In terms of the category of the month, I originally wasn't positive this book would fit. I mean, it fit by my understanding of the definition (New Adult is a category with protagonists age 18-25 learning about their world and how to transition in it), but this particular book wasn't on any "delineated "New Adult" list per se, so I took a few liberties. When I was searching, most of the "new adult" category seemed to be sexed-up half-naked 19 year olds on the covers going to college and (possibly) being magical and just generally angsting about things for sequels on sequels on sequels. (Aside--Hell yeah I'm judging books by their covers, and I'm super glad I did so. Fight about it.) As a young twentysomething moving through the commencement of my own strange life, I felt that this second wave of "New Adult" (the college/post-college subjects) was more fitted to my sensibilities. I mentioned Commencement wasn't on any Goodreads lists or the New Adult fiction wikipedia page et cetera, I used my literary discretion to find a book that I thought fit the category but would also give me something in return, a practice I have tried to use all year. There is talk amongst The Critics, that amorphous blob of humanity that makes up most of my knowledge about new books, that this category is purely a fad, a marketing technique to differentiate Skyler Gray from Percy Jackson, and while this is a valid point, I think this category will last.
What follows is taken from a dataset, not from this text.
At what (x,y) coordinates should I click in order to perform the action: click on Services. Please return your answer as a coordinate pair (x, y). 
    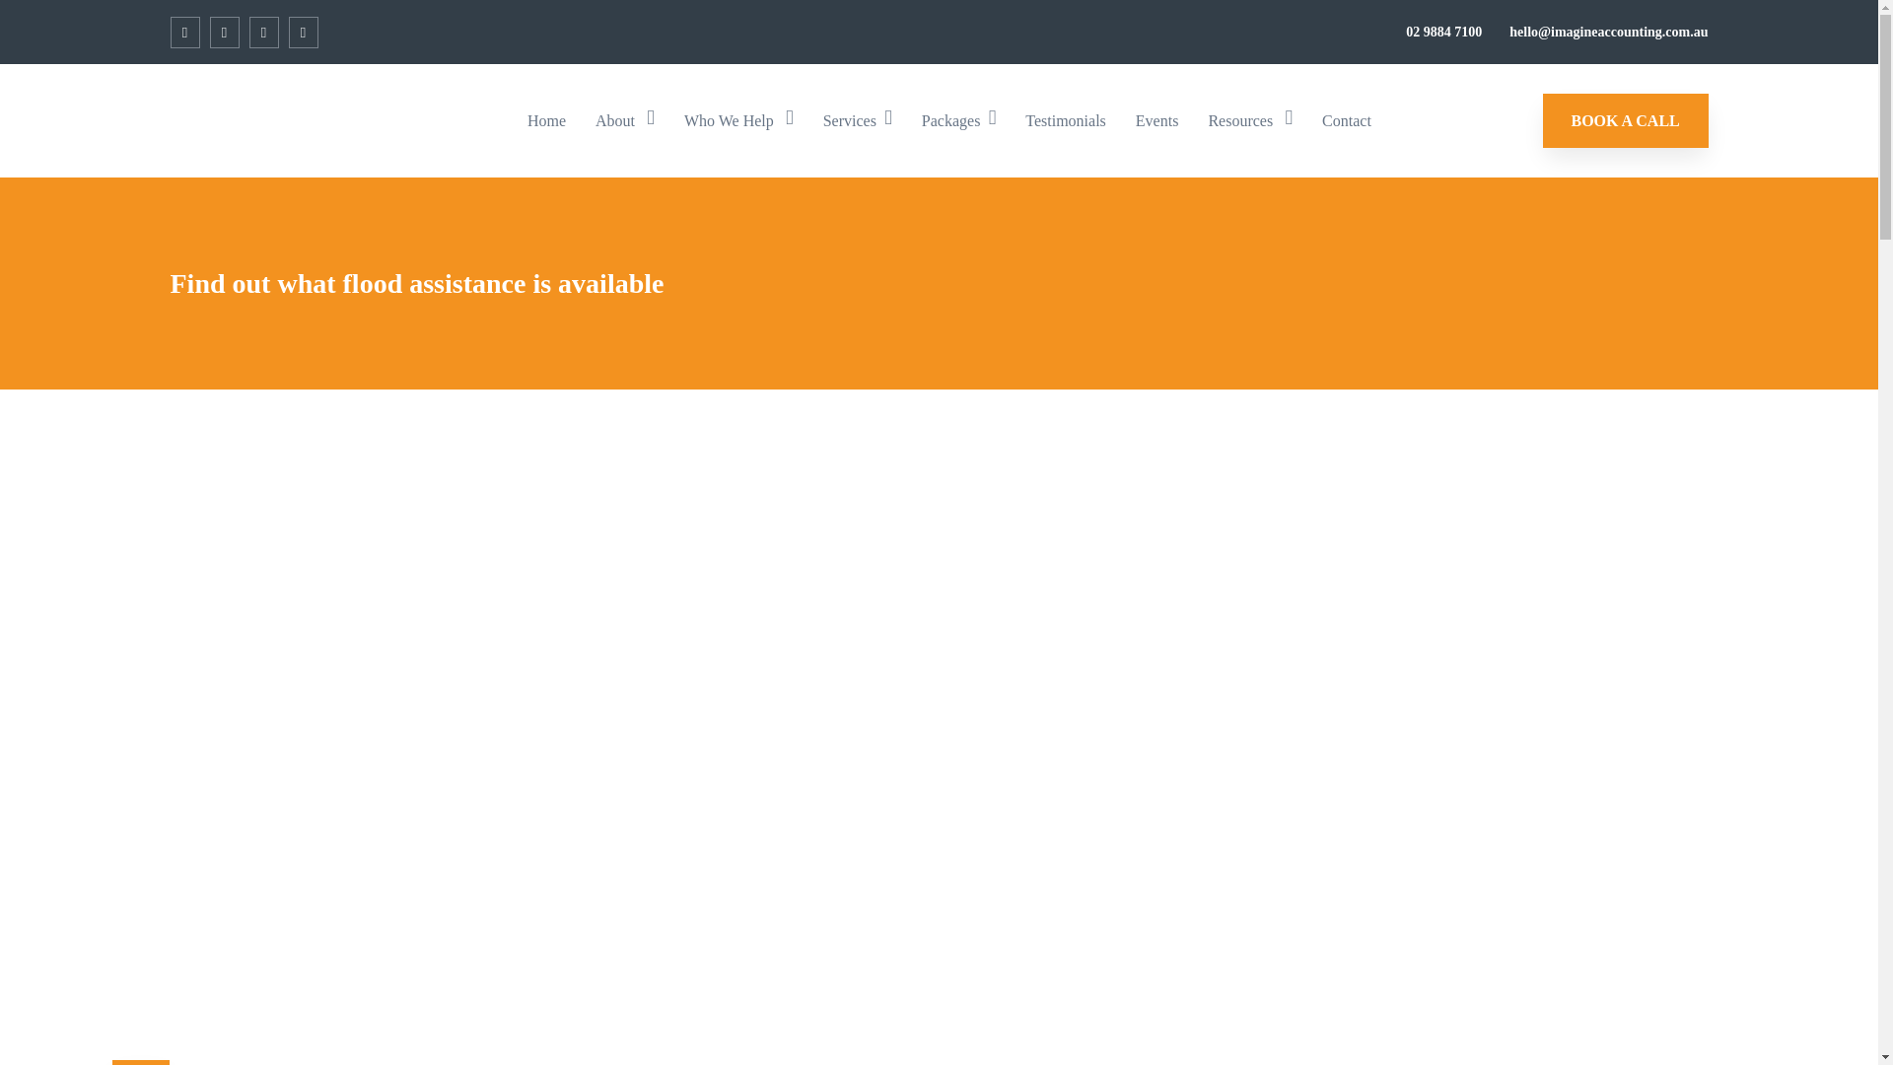
    Looking at the image, I should click on (857, 120).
I think people will always be looking to find books that mirror their own life, and having more and more specific subcategories (teen paranormal romance, anyone?) will help people on their quest. I enjoyed Commencement even though I didn't go to a womens college or go undercover to bring awareness to child prostitution rings or have an affair with my professor, and it was because it was about girls in the same mindset as me, trying to figure out what a big ticket education and all the possibility in the world is going to get me.